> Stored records
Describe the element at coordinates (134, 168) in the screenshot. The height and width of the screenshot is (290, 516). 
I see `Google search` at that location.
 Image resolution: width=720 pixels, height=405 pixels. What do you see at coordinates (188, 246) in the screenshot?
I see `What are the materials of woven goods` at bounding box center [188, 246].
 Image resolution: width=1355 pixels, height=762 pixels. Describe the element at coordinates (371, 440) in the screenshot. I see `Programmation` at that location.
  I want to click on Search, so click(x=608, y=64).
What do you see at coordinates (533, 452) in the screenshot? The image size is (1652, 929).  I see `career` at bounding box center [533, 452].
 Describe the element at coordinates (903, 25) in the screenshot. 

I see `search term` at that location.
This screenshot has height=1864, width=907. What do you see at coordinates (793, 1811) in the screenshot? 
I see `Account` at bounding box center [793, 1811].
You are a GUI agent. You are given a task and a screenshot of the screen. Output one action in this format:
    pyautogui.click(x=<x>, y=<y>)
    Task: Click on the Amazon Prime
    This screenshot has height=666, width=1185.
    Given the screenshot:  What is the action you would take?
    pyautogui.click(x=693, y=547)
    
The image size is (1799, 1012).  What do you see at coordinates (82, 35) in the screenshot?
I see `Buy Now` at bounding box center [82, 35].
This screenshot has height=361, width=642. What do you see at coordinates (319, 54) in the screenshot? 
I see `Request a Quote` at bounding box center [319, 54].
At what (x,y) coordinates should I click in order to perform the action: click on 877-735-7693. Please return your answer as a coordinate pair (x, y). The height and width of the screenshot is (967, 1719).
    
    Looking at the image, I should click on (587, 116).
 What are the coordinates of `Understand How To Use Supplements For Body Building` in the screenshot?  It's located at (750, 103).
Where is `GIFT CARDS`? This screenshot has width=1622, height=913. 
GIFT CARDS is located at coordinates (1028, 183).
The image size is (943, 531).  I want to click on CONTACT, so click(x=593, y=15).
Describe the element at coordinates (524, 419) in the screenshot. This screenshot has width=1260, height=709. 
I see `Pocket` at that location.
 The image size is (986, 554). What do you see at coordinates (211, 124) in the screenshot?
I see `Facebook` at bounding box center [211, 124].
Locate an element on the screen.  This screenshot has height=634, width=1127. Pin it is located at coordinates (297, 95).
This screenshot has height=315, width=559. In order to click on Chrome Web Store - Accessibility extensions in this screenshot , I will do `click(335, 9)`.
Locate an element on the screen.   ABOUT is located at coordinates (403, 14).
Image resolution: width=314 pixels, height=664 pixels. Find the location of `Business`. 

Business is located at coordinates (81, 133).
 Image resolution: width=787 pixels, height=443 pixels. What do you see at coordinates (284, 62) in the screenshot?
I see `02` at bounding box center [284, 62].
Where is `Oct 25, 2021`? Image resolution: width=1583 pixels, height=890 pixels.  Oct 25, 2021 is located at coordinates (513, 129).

> The problem
A complete, exact copy of the entries above is what is wanted.

> Response to the exercise
Describe the element at coordinates (134, 168) in the screenshot. The height and width of the screenshot is (290, 516). 
I see `Google search` at that location.
 Image resolution: width=720 pixels, height=405 pixels. What do you see at coordinates (188, 246) in the screenshot?
I see `What are the materials of woven goods` at bounding box center [188, 246].
 Image resolution: width=1355 pixels, height=762 pixels. Describe the element at coordinates (371, 440) in the screenshot. I see `Programmation` at that location.
  I want to click on Search, so click(x=608, y=64).
What do you see at coordinates (533, 452) in the screenshot? The image size is (1652, 929).  I see `career` at bounding box center [533, 452].
 Describe the element at coordinates (903, 25) in the screenshot. 

I see `search term` at that location.
This screenshot has height=1864, width=907. What do you see at coordinates (793, 1811) in the screenshot? 
I see `Account` at bounding box center [793, 1811].
You are a GUI agent. You are given a task and a screenshot of the screen. Output one action in this format:
    pyautogui.click(x=<x>, y=<y>)
    Task: Click on the Amazon Prime
    This screenshot has height=666, width=1185.
    Given the screenshot:  What is the action you would take?
    pyautogui.click(x=693, y=547)
    
The image size is (1799, 1012).  What do you see at coordinates (82, 35) in the screenshot?
I see `Buy Now` at bounding box center [82, 35].
This screenshot has height=361, width=642. What do you see at coordinates (319, 54) in the screenshot? 
I see `Request a Quote` at bounding box center [319, 54].
At what (x,y) coordinates should I click in order to perform the action: click on 877-735-7693. Please return your answer as a coordinate pair (x, y). The height and width of the screenshot is (967, 1719).
    
    Looking at the image, I should click on (587, 116).
 What are the coordinates of `Understand How To Use Supplements For Body Building` in the screenshot?  It's located at (750, 103).
Where is `GIFT CARDS`? This screenshot has width=1622, height=913. 
GIFT CARDS is located at coordinates (1028, 183).
The image size is (943, 531).  I want to click on CONTACT, so click(x=593, y=15).
Describe the element at coordinates (524, 419) in the screenshot. This screenshot has width=1260, height=709. 
I see `Pocket` at that location.
 The image size is (986, 554). What do you see at coordinates (211, 124) in the screenshot?
I see `Facebook` at bounding box center [211, 124].
Locate an element on the screen.  This screenshot has height=634, width=1127. Pin it is located at coordinates (297, 95).
This screenshot has height=315, width=559. In order to click on Chrome Web Store - Accessibility extensions in this screenshot , I will do `click(335, 9)`.
Locate an element on the screen.   ABOUT is located at coordinates (403, 14).
Image resolution: width=314 pixels, height=664 pixels. Find the location of `Business`. 

Business is located at coordinates (81, 133).
 Image resolution: width=787 pixels, height=443 pixels. What do you see at coordinates (284, 62) in the screenshot?
I see `02` at bounding box center [284, 62].
Where is `Oct 25, 2021`? Image resolution: width=1583 pixels, height=890 pixels.  Oct 25, 2021 is located at coordinates (513, 129).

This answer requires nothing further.